Fewer and fewer people are in the room, each Inheritant leaving after their Interaction with me. With each stilted conversation, I realize how little I know the others. I have invested everything in Darwin. He is my only hope. I am getting nearer to him now, nearer and nearer.
“That’s a good point,” I hear him say to agyness.
I want to think of a good point as well, a way to explain why I told megan about the aberrants, but my mind is filled with cotton wool. I lick my lips, trying to excavate moisture from somewhere, but my mouth is bleached dry.
The bell rings.
Albert and I are equally relieved that our stilted Interaction has come to a close.
“Good luck on Monday,” he says as he marches out the door, agyness gliding behind him until Darwin, chastity-magdalena and I are the only ones left. Up close he looks tired too, dark circles ringing his clear blue eyes. He hasn’t shaved, his usual stubble now the beginnings of a scruffy beard. His injured hand is still in a cast, resting heavily on the table.
“You cut your hair.”
“Over a week ago.” He shrugs, leaning back in his chair and stretching out, his body forming a hard, straight line.
I preferred it longer, when I could run my fingers through the curls. It’s too neat now, the hairs almost standing vertically on his head. It’s at odds with his disheveled appearance, the wrinkled navy-and-blue striped sweater and jeans.
“Darwin, we have to talk about what happened.”
“There’s nothing to talk about,” he says, slouching so low in his seat I’m afraid he’s going to slip under the desk and make a run for it.
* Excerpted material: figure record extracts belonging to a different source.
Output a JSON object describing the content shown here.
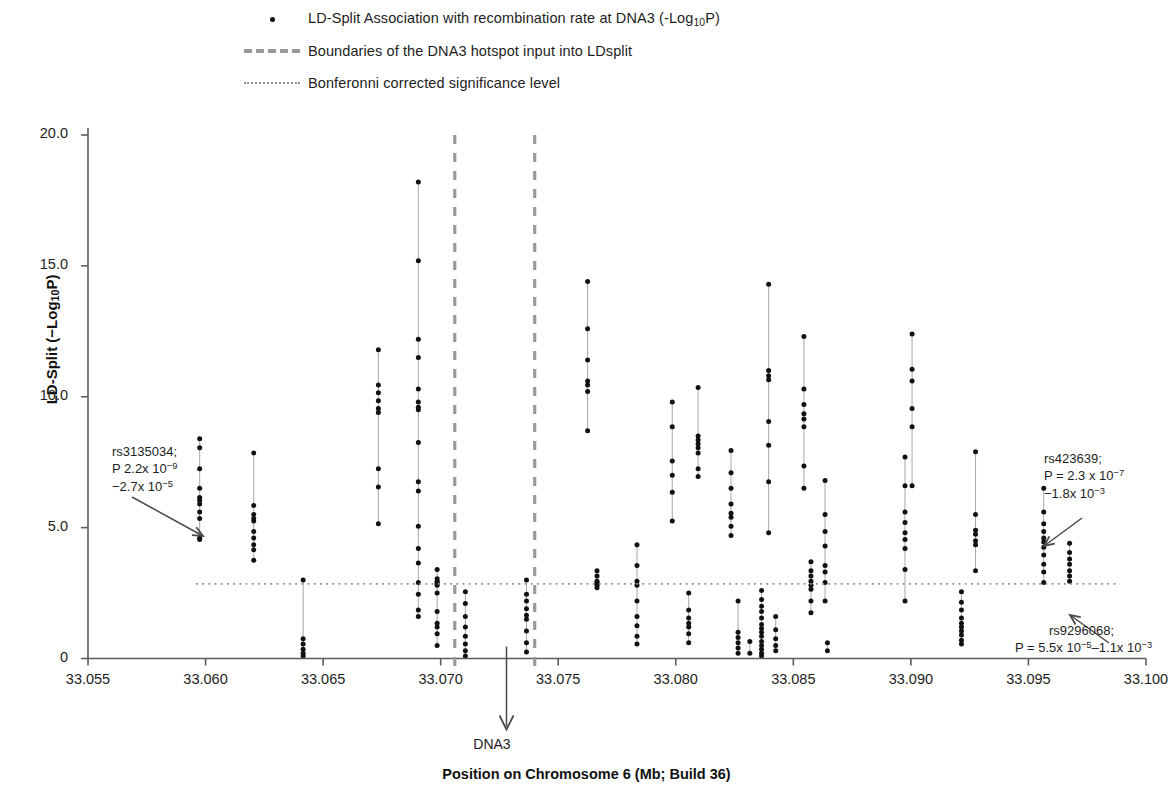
{
  "legend": {
    "items": [
      {
        "key": "dot",
        "label_prefix": "LD-Split Association with recombination rate at DNA3 (-Log",
        "label_sub": "10",
        "label_suffix": "P)"
      },
      {
        "key": "dashed",
        "label": "Boundaries of the DNA3 hotspot input into LDsplit"
      },
      {
        "key": "dotted",
        "label": "Bonferonni corrected significance level"
      }
    ],
    "dot_label_full": "LD-Split Association with recombination rate at DNA3 (-Log10P)",
    "dashed_label": "Boundaries of the DNA3 hotspot input into LDsplit",
    "dotted_label": "Bonferonni corrected significance level"
  },
  "axes": {
    "y_label_prefix": "LD-Split (−Log",
    "y_label_sub": "10",
    "y_label_suffix": "P)",
    "y_label_full": "LD-Split (−Log10P)",
    "x_label": "Position on Chromosome  6 (Mb; Build 36)",
    "x_ticks": [
      "33.055",
      "33.060",
      "33.065",
      "33.070",
      "33.075",
      "33.080",
      "33.085",
      "33.090",
      "33.095",
      "33.100"
    ],
    "y_ticks": [
      "20.0",
      "15.0",
      "10.0",
      "5.0",
      "0"
    ]
  },
  "marker_label": "DNA3",
  "annotations": [
    {
      "name": "rs3135034",
      "line1": "rs3135034;",
      "line2_prefix": "P 2.2x 10",
      "line2_sup": "−9",
      "line3_prefix": "−2.7x 10",
      "line3_sup": "−5",
      "full": "rs3135034; P 2.2x 10-9 −2.7x 10-5"
    },
    {
      "name": "rs423639",
      "line1": "rs423639;",
      "line2_prefix": "P = 2.3 x 10",
      "line2_sup": "−7",
      "line3_prefix": "−1.8x 10",
      "line3_sup": "−3",
      "full": "rs423639; P = 2.3 x 10-7 −1.8x 10-3"
    },
    {
      "name": "rs9296068",
      "line1": "rs9296068;",
      "line2_prefix": "P = 5.5x 10",
      "line2_sup": "−5",
      "line2_mid": "–1.1x 10",
      "line2_sup2": "−3",
      "full": "rs9296068; P = 5.5x 10-5–1.1x 10-3"
    }
  ],
  "colors": {
    "point": "#111111",
    "stem": "#9d9d9d",
    "boundary_dash": "#9a9a9a",
    "significance_dotted": "#8d8d8d",
    "axis": "#5c5c5c",
    "text": "#1d1d1d"
  },
  "chart_data": {
    "type": "scatter",
    "title": "",
    "xlabel": "Position on Chromosome  6 (Mb; Build 36)",
    "ylabel": "LD-Split (−Log10P)",
    "xlim": [
      33.055,
      33.1
    ],
    "ylim": [
      0,
      20.8
    ],
    "grid": false,
    "legend_position": "top",
    "significance_line_y": 2.85,
    "hotspot_boundaries_x": [
      33.0706,
      33.074
    ],
    "dna3_arrow_x": 33.0728,
    "columns": [
      {
        "x": 33.05975,
        "values": [
          8.4,
          8.05,
          7.25,
          6.5,
          6.15,
          6.05,
          5.9,
          5.6,
          5.35,
          4.6,
          4.55
        ]
      },
      {
        "x": 33.06205,
        "values": [
          7.85,
          5.85,
          5.5,
          5.35,
          5.25,
          4.85,
          4.6,
          4.35,
          4.15,
          3.75
        ]
      },
      {
        "x": 33.06415,
        "values": [
          3.0,
          0.75,
          0.55,
          0.35,
          0.2,
          0.1
        ]
      },
      {
        "x": 33.06735,
        "values": [
          11.8,
          10.45,
          10.15,
          9.85,
          9.55,
          9.4,
          7.25,
          6.55,
          5.15
        ]
      },
      {
        "x": 33.06905,
        "values": [
          18.2,
          15.2,
          12.2,
          11.5,
          10.3,
          9.8,
          9.6,
          9.5,
          8.25,
          6.75,
          6.4,
          5.05,
          4.2,
          3.65,
          2.9,
          2.45,
          1.85,
          1.6
        ]
      },
      {
        "x": 33.06985,
        "values": [
          3.4,
          3.05,
          2.95,
          2.9,
          2.85,
          2.8,
          2.5,
          1.8,
          1.35,
          1.2,
          0.95,
          0.5
        ]
      },
      {
        "x": 33.07105,
        "values": [
          2.55,
          2.1,
          1.6,
          1.2,
          0.85,
          0.55,
          0.3,
          0.1
        ]
      },
      {
        "x": 33.07365,
        "values": [
          3.0,
          2.45,
          2.2,
          1.9,
          1.65,
          1.5,
          1.05,
          0.6,
          0.25
        ]
      },
      {
        "x": 33.07625,
        "values": [
          14.4,
          12.6,
          11.4,
          10.6,
          10.45,
          10.2,
          8.7
        ]
      },
      {
        "x": 33.07665,
        "values": [
          3.35,
          3.15,
          2.95,
          2.9,
          2.85,
          2.8,
          2.7
        ]
      },
      {
        "x": 33.07835,
        "values": [
          4.35,
          3.55,
          2.95,
          2.8,
          2.2,
          1.6,
          1.25,
          0.85,
          0.55
        ]
      },
      {
        "x": 33.07985,
        "values": [
          9.8,
          8.85,
          7.55,
          7.0,
          6.35,
          5.25
        ]
      },
      {
        "x": 33.08055,
        "values": [
          2.5,
          1.85,
          1.55,
          1.35,
          1.2,
          0.95,
          0.6
        ]
      },
      {
        "x": 33.08095,
        "values": [
          10.35,
          8.5,
          8.35,
          8.2,
          8.05,
          7.85,
          7.25,
          6.95
        ]
      },
      {
        "x": 33.08235,
        "values": [
          7.95,
          7.1,
          6.5,
          5.9,
          5.55,
          5.4,
          5.05,
          4.7
        ]
      },
      {
        "x": 33.08265,
        "values": [
          2.2,
          1.0,
          0.8,
          0.6,
          0.4,
          0.2
        ]
      },
      {
        "x": 33.08315,
        "values": [
          0.65,
          0.2
        ]
      },
      {
        "x": 33.08365,
        "values": [
          2.6,
          2.25,
          2.0,
          1.8,
          1.55,
          1.3,
          1.15,
          1.0,
          0.85,
          0.65,
          0.5,
          0.35,
          0.2,
          0.1
        ]
      },
      {
        "x": 33.08395,
        "values": [
          14.3,
          11.0,
          10.8,
          10.65,
          9.05,
          8.15,
          6.75,
          4.8
        ]
      },
      {
        "x": 33.08425,
        "values": [
          1.6,
          1.1,
          0.75,
          0.5,
          0.3
        ]
      },
      {
        "x": 33.08545,
        "values": [
          12.3,
          10.3,
          9.7,
          9.35,
          9.15,
          8.85,
          7.35,
          6.5
        ]
      },
      {
        "x": 33.08575,
        "values": [
          3.7,
          3.35,
          3.15,
          2.95,
          2.8,
          2.65,
          2.2,
          1.75
        ]
      },
      {
        "x": 33.08635,
        "values": [
          6.8,
          5.5,
          4.85,
          4.3,
          3.55,
          3.3,
          2.9,
          2.2
        ]
      },
      {
        "x": 33.08645,
        "values": [
          0.6,
          0.3
        ]
      },
      {
        "x": 33.08975,
        "values": [
          7.7,
          6.6,
          5.6,
          5.2,
          4.8,
          4.55,
          4.2,
          3.4,
          2.2
        ]
      },
      {
        "x": 33.09005,
        "values": [
          12.4,
          11.05,
          10.6,
          9.55,
          8.85,
          6.6
        ]
      },
      {
        "x": 33.09215,
        "values": [
          2.55,
          2.15,
          1.85,
          1.55,
          1.35,
          1.2,
          1.05,
          0.9,
          0.7,
          0.55
        ]
      },
      {
        "x": 33.09275,
        "values": [
          7.9,
          5.5,
          4.9,
          4.75,
          4.5,
          4.35,
          3.35
        ]
      },
      {
        "x": 33.09565,
        "values": [
          6.5,
          5.6,
          5.15,
          4.85,
          4.6,
          4.45,
          4.25,
          3.95,
          3.6,
          3.3,
          2.9
        ]
      },
      {
        "x": 33.09675,
        "values": [
          4.4,
          4.05,
          3.8,
          3.6,
          3.35,
          3.15,
          2.95
        ]
      }
    ]
  }
}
“Are you sure? Because you seem distant.”
“Distant?” He imbues the word with as much ridicule as possible. “How do I seem distant?”
Of course as soon as he asks me, I can’t think of a good example.
“I don’t know,” I say, struggling to explain myself. “You seem a little cold.”
“Cold?” He laughs. “Do you want me to ask them to turn up the heating?”
“Of course not. It’s just, it’s just that you picked megan for—”
“I didn’t realize I had to explain my decisions to you,” he cuts across me. “I thought it was my choice.”
“Of course it is! I didn’t mean to imply—”
“Good.”
But I can’t leave it like this. “I’m sorry, I’m sorry. I’m so sorry.” My voice nearly breaks with the weight of trying to make him understand.
“It doesn’t matter,” he says, kicking his heel off the leg of his chair.
“Don’t say it doesn’t matter. It does.” My voice is rising. The room takes on a menacing aspect, the lights dimming, shadows furling around us. A sudden coldness comes over me, sucking at me. “I should never have broken my promise to you.”